Fact!
Mother earth does not possess some magical mystical power that sucks nasties from an audio system.
Grounding Myths
"Electromagnetic Compatibility Engineering" by Henry Ott
3.1.7 Grounding Myths
More myths exist relating to the field of grounding than any other area of electrical engineering. The more common of these are as follows:
1. The earth is a low-impedance path for ground current. False, the impedance of the earth is orders of magnitude greater than the impedance of a copper conductor.
2. The earth is an equipotential. False, this is clearly not true by the result of (1 above).
3. The impedance of a conductor is determined by its resistance. False, what happened to the concept of inductive reactance?

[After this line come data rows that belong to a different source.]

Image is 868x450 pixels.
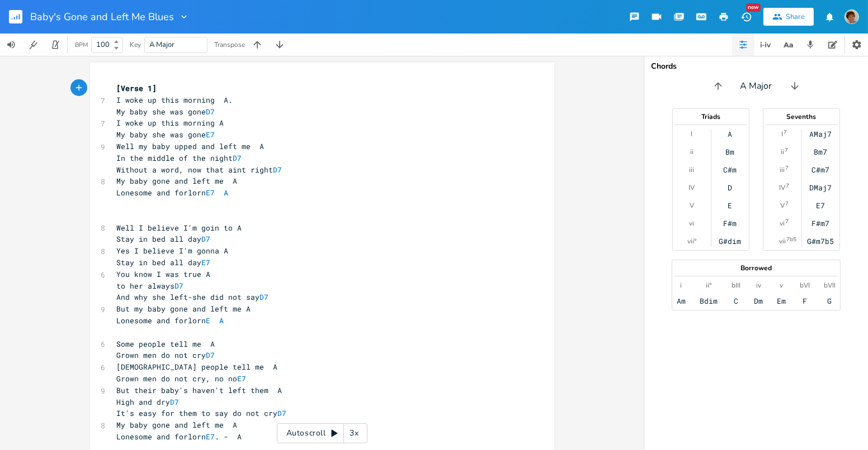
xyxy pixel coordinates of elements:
div: vi [689,219,694,228]
span: D7 [233,153,242,163]
div: DMaj7 [809,183,831,192]
div: D [728,183,732,192]
span: My baby she was gone [117,130,215,139]
div: Sevenths [763,114,839,120]
span: A Major [741,80,772,93]
span: E7 [207,130,215,139]
span: Lonesome and forlorn [117,316,224,325]
span: E7 [207,432,215,442]
span: Stay in bed all day [117,257,211,268]
span: Some people tell me A [117,339,215,349]
div: C#m [722,165,736,175]
span: A [220,316,224,325]
span: Lonesome and forlorn [117,188,229,198]
div: E7 [815,201,825,210]
span: A [224,188,229,198]
span: D7 [175,281,184,291]
div: G#m7b5 [807,237,834,246]
span: [Verse 1] [117,83,157,93]
div: Borrowed [672,265,840,272]
span: D7 [207,350,215,361]
div: G [827,297,831,305]
div: Dm [753,297,762,305]
button: New [735,7,757,27]
span: You know I was true A [117,269,211,280]
div: I [691,130,692,139]
span: Baby's Gone and Left Me Blues [30,12,174,22]
span: E7 [238,373,246,384]
span: But their baby's haven't left them A [117,385,282,396]
span: But my baby gone and left me A [117,304,251,314]
span: Lonesome and forlorn . - A [117,432,242,442]
div: F#m7 [811,219,829,228]
div: IV [688,183,694,192]
div: bIII [731,281,741,290]
div: Bm7 [814,147,827,157]
div: F#m [722,219,736,228]
span: Yes I believe I'm gonna A [117,246,229,256]
div: ii [690,147,693,157]
span: A Major [149,40,175,50]
span: My baby gone and left me A [117,420,238,430]
span: My baby gone and left me A [117,176,238,186]
div: i [680,281,682,290]
span: In the middle of the night [117,153,242,163]
div: A [728,130,732,139]
div: IV [778,183,784,192]
span: Well I believe I'm goin to A [117,223,242,233]
span: D7 [278,409,287,418]
button: Share [763,8,814,26]
div: ii° [705,281,711,290]
sup: 7 [784,128,786,137]
div: I [781,130,783,139]
span: E7 [202,257,211,268]
span: Stay in bed all day [117,234,211,244]
span: My baby she was gone [117,107,215,117]
span: E [207,316,211,325]
div: vii [778,237,785,246]
sup: 7 [784,218,788,226]
div: v [779,281,783,290]
span: to her always [117,281,184,291]
img: scohenmusic [844,9,859,24]
div: G#dim [718,237,741,246]
div: Share [785,12,804,22]
span: I woke up this morning A. [117,95,233,105]
div: bVI [799,281,809,290]
div: Em [777,297,785,305]
div: bVII [823,281,835,290]
div: vii° [687,237,696,246]
span: Grown men do not cry [117,350,215,361]
span: D7 [260,293,269,302]
span: [DEMOGRAPHIC_DATA] people tell me A [117,362,278,372]
sup: 7 [784,145,788,155]
div: Autoscroll [276,423,368,443]
span: Grown men do not cry, no no [117,373,246,384]
div: iii [779,165,784,175]
div: C#m7 [811,165,829,175]
span: And why she left-she did not say [117,293,269,302]
div: iii [689,165,694,175]
span: D7 [202,234,211,244]
div: V [689,201,694,210]
div: iv [756,281,761,290]
span: D7 [273,165,282,175]
div: vi [779,219,784,228]
div: ii [780,147,784,157]
div: Chords [651,63,861,71]
div: BPM [75,42,88,48]
span: It's easy for them to say do not cry [117,409,287,418]
span: E7 [207,188,215,198]
span: I woke up this morning A [117,118,224,128]
span: Well my baby upped and left me A [117,141,264,151]
div: F [803,297,807,305]
div: Transpose [214,41,245,48]
div: E [728,201,732,210]
span: D7 [207,107,215,117]
div: AMaj7 [809,130,831,139]
div: Am [677,297,685,305]
div: Key [130,41,141,48]
div: 3x [344,423,364,443]
div: Bdim [699,297,717,305]
div: Bm [725,147,734,157]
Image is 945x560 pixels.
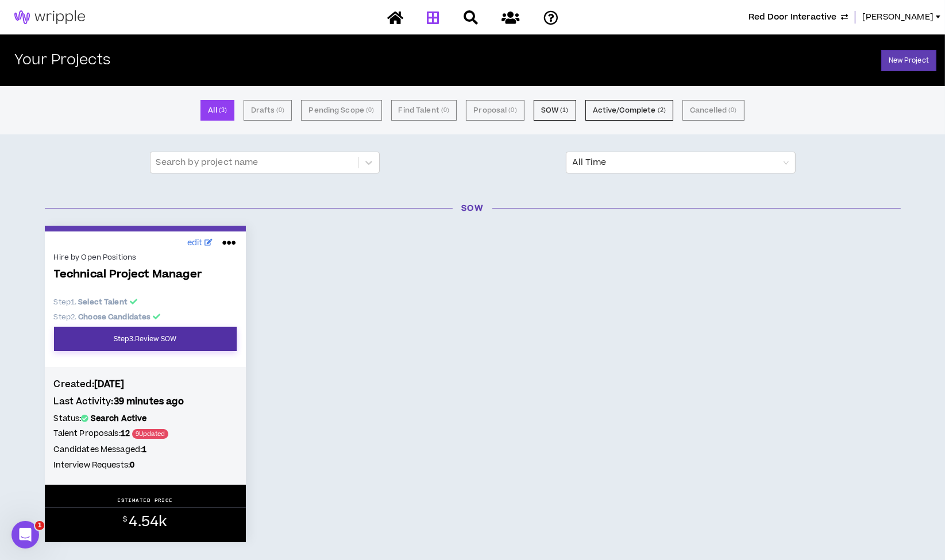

4. To operate with low noise, a circuit or system must be connected to an earth ground. False, because airplanes, satellites, cars and battery powered laptop computers all operate fine without a ground connection. As a mater of fact, an earth ground is more likely to be the cause of noise problem. More electronic system noise problems are resolved by removing (or isolating) a circuit from earth ground than by connecting it to earth ground.
5. To reduce noise, an electronic system should be connected to a separate “quiet ground” by using a separate, isolated ground rod. False, in addition to being untrue, this approach is dangerous and violates the requirements of the NEC (electrical code/rules).
6. An earth ground is unidirectional, with current only flowing into the ground. False, because current must flow in loops, any current that flows into the ground must also flow out of the ground somewhere else.
7. An isolated AC power receptacle is not grounded. False, the term “isolated” refers only to the method by which a receptacle is grounded, not if it is grounded.
8. A system designer can name ground conductors by the type of the current that they should carry (i.e., signal, power, lightning, digital, analog, quiet, noisy, etc.), and the electrons will comply and only flow in the appropriately designated conductors. Obviously false."